Now, on the other side of the world one of my favorite writers has come back online — heartening to her fans, who feared the worst. I speak of Riverbend, of the blog Baghdad Burning. Now, when Riverbend writes, there is no check on her vituperation, nor should there be. Anyway, here’s her latest entry. Read to the last paragraph, and then, if you’re elegible to vote & have not yet done so, please go exercise that franchise. That’s what I’m going to do. Hope to see you at the polls.

A monkey by any other name. . .

Down in the ex-Confederate state of Virginia, seems that a fella name o’ G. Felix Allen Jr., candidate for US Senate on the Republican ticket (and presumptive candidate for the US presidency), has taken to singling out dark-skinned people for public ridicule, using the code word “macaca”, a French colonial term perhaps best translated as “sand nigger”, to invoke the ridicule of an all-white audience on a fellow Virginian, one S.R. Sidarth. Interestingly enough (and this was news to me, but Google can confirm it), it seems that the term “macaca” (“monkey”), long favored as a racial epithet by French and Belgian hatemongers, has migrated across the Atlantic and is well known among the set who are nostalgic for the glory days of lynching–a set that includes G. Felix Allen Jr., evidently, to judge from his fondness for displaying Confederate flags and nooses.

Now, Virginia is a great state and has given us great military men like Robert E. Lee, and you might make the argument that if we Northern Liberals and sissified academics had been decent enough to let the great Robert E. Lee salvage a win at Gettysburg then the South would have won the war, slavery would still exist there, and the term strange fruit would imply nothing more sinister than a pomegranate–lynchings being generally unnecessary in a state where the monkeys are bonded slaves.

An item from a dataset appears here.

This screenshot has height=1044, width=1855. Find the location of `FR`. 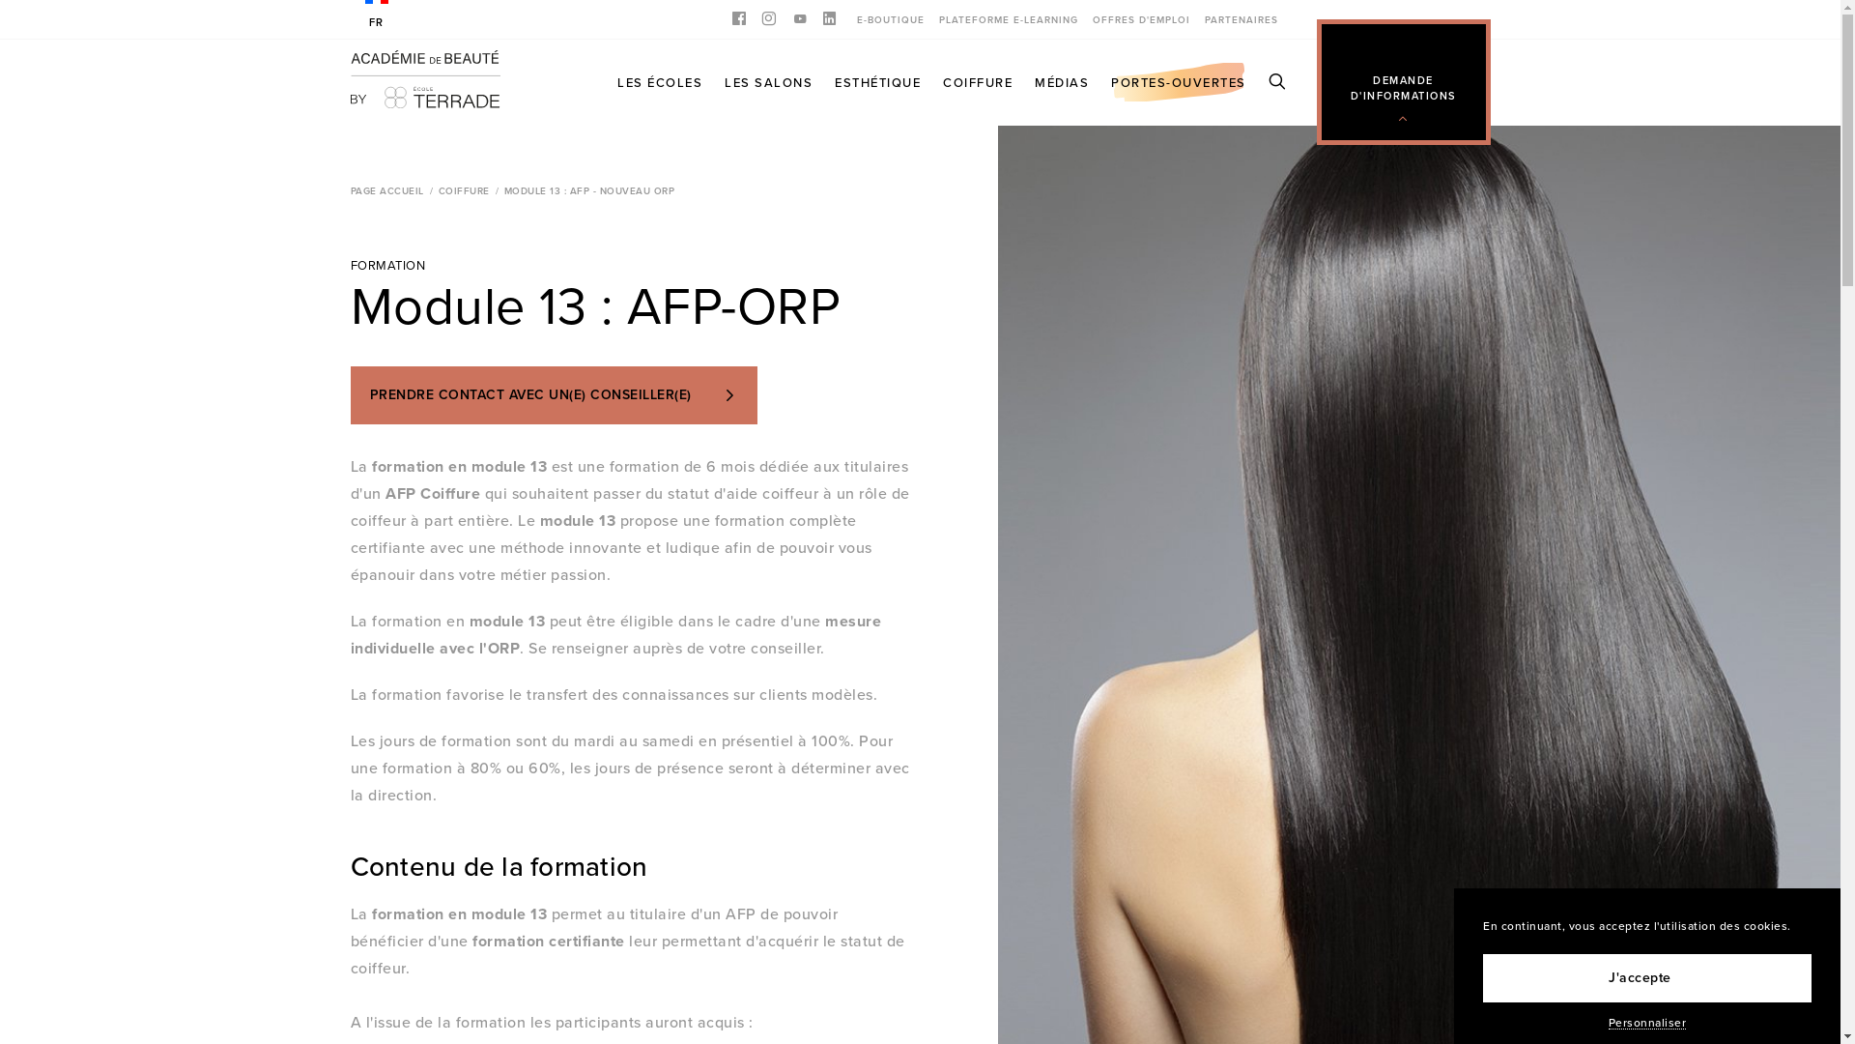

In which case Mr. G. Felix Allen would presumably be a senator in the Confederate senate, not our USian one, and I would have no standing to make any comment at all about his retrograde opinions, any more than Rush Limbaugh has to make about those of politicians in France.

But I myself have walked the paths of Little Round Top — on a sweltering August day twelve years ago (with two bored, irritated, resentful young daughters (aged 5 and 12) in tow), and I’ve actually thought about this, and I’ve come to the conclusion–politically uncorrect as this may be– that I’m actually happy that the Northern Liberals won the Civil War consequent to Gettysburg, however disappointing that may be to G. Felix Allen and the NASCAR, Blue-Collar-Comedy set, and not only because of A. Lincoln’s stirring neo-Shakespearean speech about government of the people, by the people and for the people, even ones named Sidarth, that that victory ensured I would get to hear, but also because I believe in the principles for which so many heroes gave their last full measure of devotion, falling dead to Southern bullets, bayonets, and grapeshot on that Pennsylvanian battlefield so long ago.

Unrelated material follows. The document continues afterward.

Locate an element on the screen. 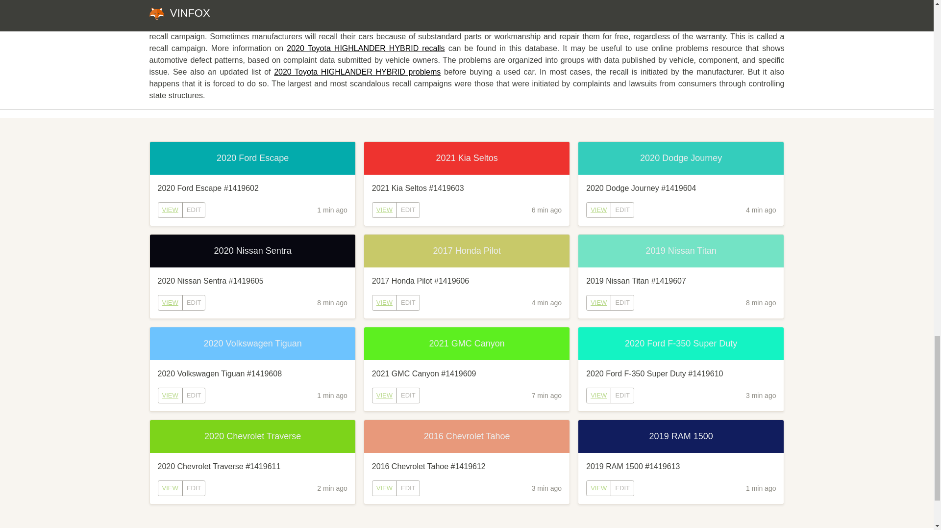 The image size is (941, 530). EDIT is located at coordinates (194, 302).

So here’s my token contribution to the anti-neoconfederate cause, ridiculing George Felix Allen, junior; doing my little bit to keep alive the “Felix is his middle name” meme, keeping “macaca” high atop the technorati search lists. The Republicans of Virginia have embraced this racist goon as their candidate. Let them deal with it. But since G. Felix Allen Jr. has given us Chamberlainites a pin to deflate his presidential trial balloon, by all means let us use it. Won’t it be funny if a macaca makes it go “pop”?